Severe weather: monster storm batters Illinois, Indiana, and Ohio

Severe weather that hit Illinois and Indiana is being dubbed a 'Chiclone' (for Chicago+cyclone). Meteorologists say the severe weather is the second strongest storm on record for the region.

Workers try to repair power lines along Green Meadows Drive in Greenfield, Ind., after a severe weather blew through the Midwest Tuesday.

Sam Riche/The Indianapolis Star/AP

October 26, 2010

An unusually powerful low-pressure weather system swept through northern Illinois and northwest Indiana early Tuesday morning, resulting in over 300 canceled flights at O’Hare International Airport, more than 60,000 ComEd customers without power, and a spate of severe thunderstorm warnings and tornado watches throughout the Midwest.

No deaths were attributed to the storm, which was dubbed alternately a “chiclone” or the “windpocalypse” on news sites and in the blogosphere.

It was the second strongest storm ever to hit the Great Lakes area as measured by the barometric pressure at the storm’s center.

IN PICTURES: Midwest storms

Late Tuesday the National Weather Service said a tornado with the maxium speed of 115 mph touched down about four miles east of Peotone in Will County, south of Chicago at 7:40 a.m. The tornado traveled 2.9 miles and caused downed power lines and partially destroyed a home. Another tornado is reported to have landed in Racine, Wis.

The massive storm, which generated wind speeds of up to 70 m.p.h., was the result of a low-pressure system that originated in Nebraska and intensified as it moved across the upper Midwest toward Canada, affecting 13 states.

"The storm system will be one of the most powerful we have seen in this part of the country in more than 70 years. This is a big deal," says Jim Allsopp, a meteorologist for the National Weather Service.

Holding the record for the lowest-pressure system ever to hit the Great Lakes is the Great Ohio Blizzard in January 1978, which buried homes across the Midwest with more than 40 inches of snow and measured 28.05 inches of mercury. At 28.41 inches of mercury, Tuesday’s storm surpasses the historic November 1975 storm over Lake Superior (28.95 inches) that sank the SS Edmund Fitzgerald.

Damage from Tuesday’s storm was evident throughout the Chicago area, particularly in Kane, Will, Kankakee, and Iroquois Counties in Illinois and in Porter County in Indiana.

Single engine planes were flipped on their sides at DuPage Airport in West Chicago. Flight delays are averaging 30 minutes each at O’Hare and Midway airports, says Karen Pride, a Chicago Department of Aviation spokesperson.

IN PICTURES: Midwest storms

[Editor's note: A previous version of this story incorrectly reported that a woman had been killed outside Chicago. She was injured but survived.]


**The task**: All lines below containing the string "bottom" are to be copied.

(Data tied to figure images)
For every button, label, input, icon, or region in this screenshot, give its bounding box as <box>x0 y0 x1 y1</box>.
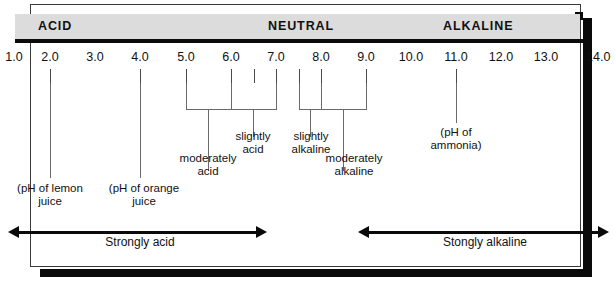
bracket-alkaline-stem-left <box>299 83 300 109</box>
leader-orange-juice <box>140 83 141 178</box>
callout-orange-juice: (pH of orangejuice <box>88 182 200 208</box>
tick-mark-9 <box>366 69 367 83</box>
arrow-label-strongly-acid: Strongly acid <box>40 235 240 249</box>
range-label-slightly-alkaline-line1: slightly <box>293 130 328 142</box>
tick-mark-7-5 <box>299 69 300 83</box>
leader-lemon-juice <box>50 83 51 178</box>
range-label-moderately-alkaline: moderatelyalkaline <box>306 152 402 178</box>
tick-mark-6 <box>231 69 232 83</box>
callout-lemon-juice-line1: (pH of lemon <box>17 182 83 194</box>
arrow-head-strongly-acid-right <box>256 226 267 238</box>
range-label-slightly-acid-line1: slightly <box>235 130 270 142</box>
tick-mark-5 <box>186 69 187 83</box>
range-label-moderately-acid-line2: acid <box>197 165 218 177</box>
tick-mark-2 <box>50 69 51 83</box>
scale-tick-label-14: 14.0 <box>586 50 615 64</box>
range-label-moderately-alkaline-line2: alkaline <box>335 165 374 177</box>
callout-orange-juice-line1: (pH of orange <box>109 182 179 194</box>
bracket-alkaline-stem-right <box>366 83 367 109</box>
bracket-acid-stem-left <box>186 83 187 109</box>
frame-bottom-line <box>30 266 581 267</box>
callout-ammonia: (pH ofammonia) <box>406 126 506 152</box>
arrow-label-strongly-alkaline: Stongly alkaline <box>390 235 580 249</box>
range-label-moderately-alkaline-line1: moderately <box>326 152 383 164</box>
header-rule <box>15 39 583 43</box>
callout-ammonia-line1: (pH of <box>440 126 471 138</box>
ph-scale-diagram: ACID NEUTRAL ALKALINE 1.0 2.0 3.0 4.0 5.… <box>0 0 615 287</box>
tick-mark-4 <box>140 69 141 83</box>
tick-mark-7 <box>276 69 277 83</box>
tick-mark-8 <box>321 69 322 83</box>
frame-left-line <box>30 4 31 267</box>
tick-mark-6-5 <box>254 69 255 83</box>
bracket-acid-stem-mid <box>231 83 232 109</box>
arrow-shaft-strongly-acid <box>18 231 258 234</box>
bracket-acid-stem-right <box>276 83 277 109</box>
band-label-neutral: NEUTRAL <box>268 19 334 33</box>
bracket-acid-rail <box>186 109 277 110</box>
callout-lemon-juice-line2: juice <box>38 195 62 207</box>
range-label-slightly-acid-line2: acid <box>242 143 263 155</box>
band-label-acid: ACID <box>38 19 72 33</box>
frame-top-line <box>30 4 581 5</box>
leader-ammonia <box>456 83 457 123</box>
bracket-alkaline-stem-mid <box>321 83 322 109</box>
tick-mark-11 <box>456 69 457 83</box>
callout-ammonia-line2: ammonia) <box>430 139 481 151</box>
arrow-shaft-strongly-alkaline <box>368 231 600 234</box>
scale-tick-label-13: 13.0 <box>516 50 576 64</box>
frame-shadow-bottom <box>40 269 592 277</box>
band-label-alkaline: ALKALINE <box>443 19 513 33</box>
arrow-head-strongly-alkaline-right <box>598 226 609 238</box>
frame-right-line <box>580 4 581 267</box>
callout-orange-juice-line2: juice <box>132 195 156 207</box>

**Output**:
frame-bottom-line <box>30 266 581 267</box>
frame-shadow-bottom <box>40 269 592 277</box>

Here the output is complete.